The National Board of Directors & Staff of More Light Presbyterians
wish to congratulate Dr. Donna Riley, longtime MLP supporter and one of
our distinguished former Co-Moderators, for being selected to receive
the GLBTA Educator of the Year Award from the National Organization of
Gay and Lesbian Scientists and Technical Professionals. Donna serves
as an Associate Professor of Engineering at Smith College, Northampton,
Mass. Congratulations Donna!
National Organization of Gay and Lesbian Scientists and Technical Professionals
2010 Recognition Awards
The NOGLSTP Recognition Awards were established as a means of
identifying, honoring, and documenting the contributions of outstanding
GLBT science, engineering and technology professionals, as well as
corporations, academic institutions, and businesses that support GLBT
professionals in the fields of science and technology.

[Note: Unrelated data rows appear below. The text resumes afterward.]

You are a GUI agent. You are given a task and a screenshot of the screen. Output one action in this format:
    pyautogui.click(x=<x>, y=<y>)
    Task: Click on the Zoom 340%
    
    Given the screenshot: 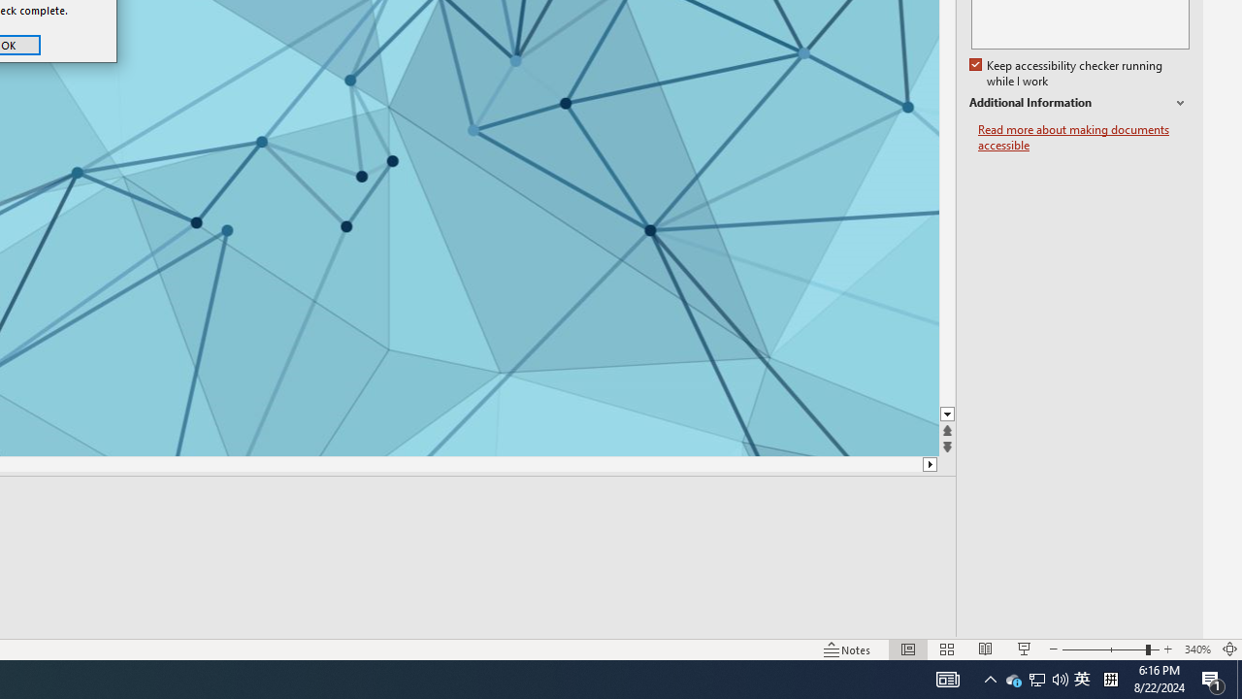 What is the action you would take?
    pyautogui.click(x=1198, y=648)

NOGLSTP is pleased to announce the recipients of the 2010 Recognition Award for Outstanding GLBT Engineer, Scientist, and Educator of the Year: Jay Keasling, Jesse Michel Bering, and Donna Riley. These awards will be presented at our Annual Recognition Awards Reception on Sunday February 21, 2010 at the San Diego Marriot Hotel, during the AAAS Annual Meeting. All interested people are welcome to attend.
The GLBTA Educator of the Year award, reserved for the GLBTA Educator who has enabled significant growth for GLBT students in science or technology - through teaching, counseling, advocacy, role modeling, or other educational roles, goes to Dr. Donna Riley, Associate Professor of Engineering at Smith College. Dr. Riley is a founding faculty member in the Picker Engineering Program at Smith College and an out bisexual woman who has been active in LGBT political movements for 19 years. Smith College has a history of being a lesbian and bi-friendly campus, often recognized in the Advocate magazine’s list of LGBT-friendly colleges. More recently, transgender students at Smith and queer students of color at Smith have organized to expand the tradition of inclusivity and affirmation. Smith is the first women’s college in the country to offer a degree in engineering.

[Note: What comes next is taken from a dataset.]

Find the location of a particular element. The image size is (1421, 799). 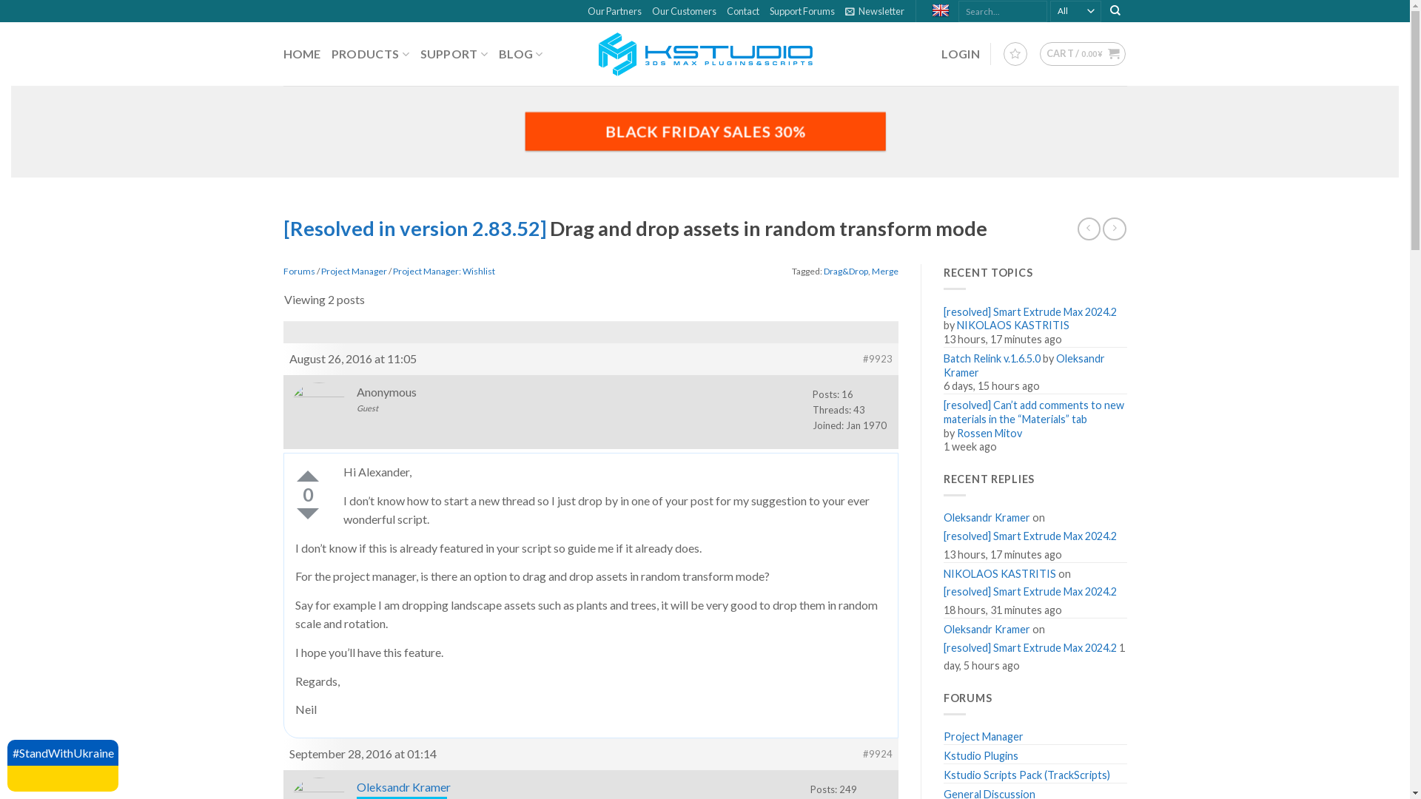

In addition to serving as a role model for queer engineers on campus, Dr. Riley also works to include a focus on LGBT issues in her scholarship. She wrote an article in a special diversity issue of the journal Leadership and Management in Engineering introducing LGBT issues for practitioners and identifying ways to make workplaces more LGBT-friendly. In behind-the-scenes ways in her editorial work and professional service, Dr. Riley works to promote scholarship in engineering education that includes a focus on LGBT students and cultures of heterosexism and homo-, bi-, and trans-phobia. Often such work has difficulty finding a home because the field of engineering education has yet to recognize and respond to what gender studies scholars call “intersectionality” – the reality that people hold multiple identities at once as people with gender identities, races and ethnicities, abilities, sexual orientations, and social class, among others. Thus LGBT articles can be lost in a shuffle that seeks to categorize articles as either about “women in engineering” or about “minorities in engineering.” In her book Engineering and Social Justice (Morgan and Claypool, 2008), Riley includes a section on Homophobia and Heterosexism in engineering, and refers throughout the book to LGBT issues including same-sex marriage, heteronormativity in engineering textbooks, and LGBT activism in a number of contexts.
Dr. Riley is out in articles on her experiences as a woman in engineering as well as in work on engineering education. In her teaching, Dr. Riley employs liberative pedagogies – that is, feminist, critical, and queer pedagogies that seek to empower students as scholars and as whole people by turning a focus to power relations in the classroom, as well as in the larger world.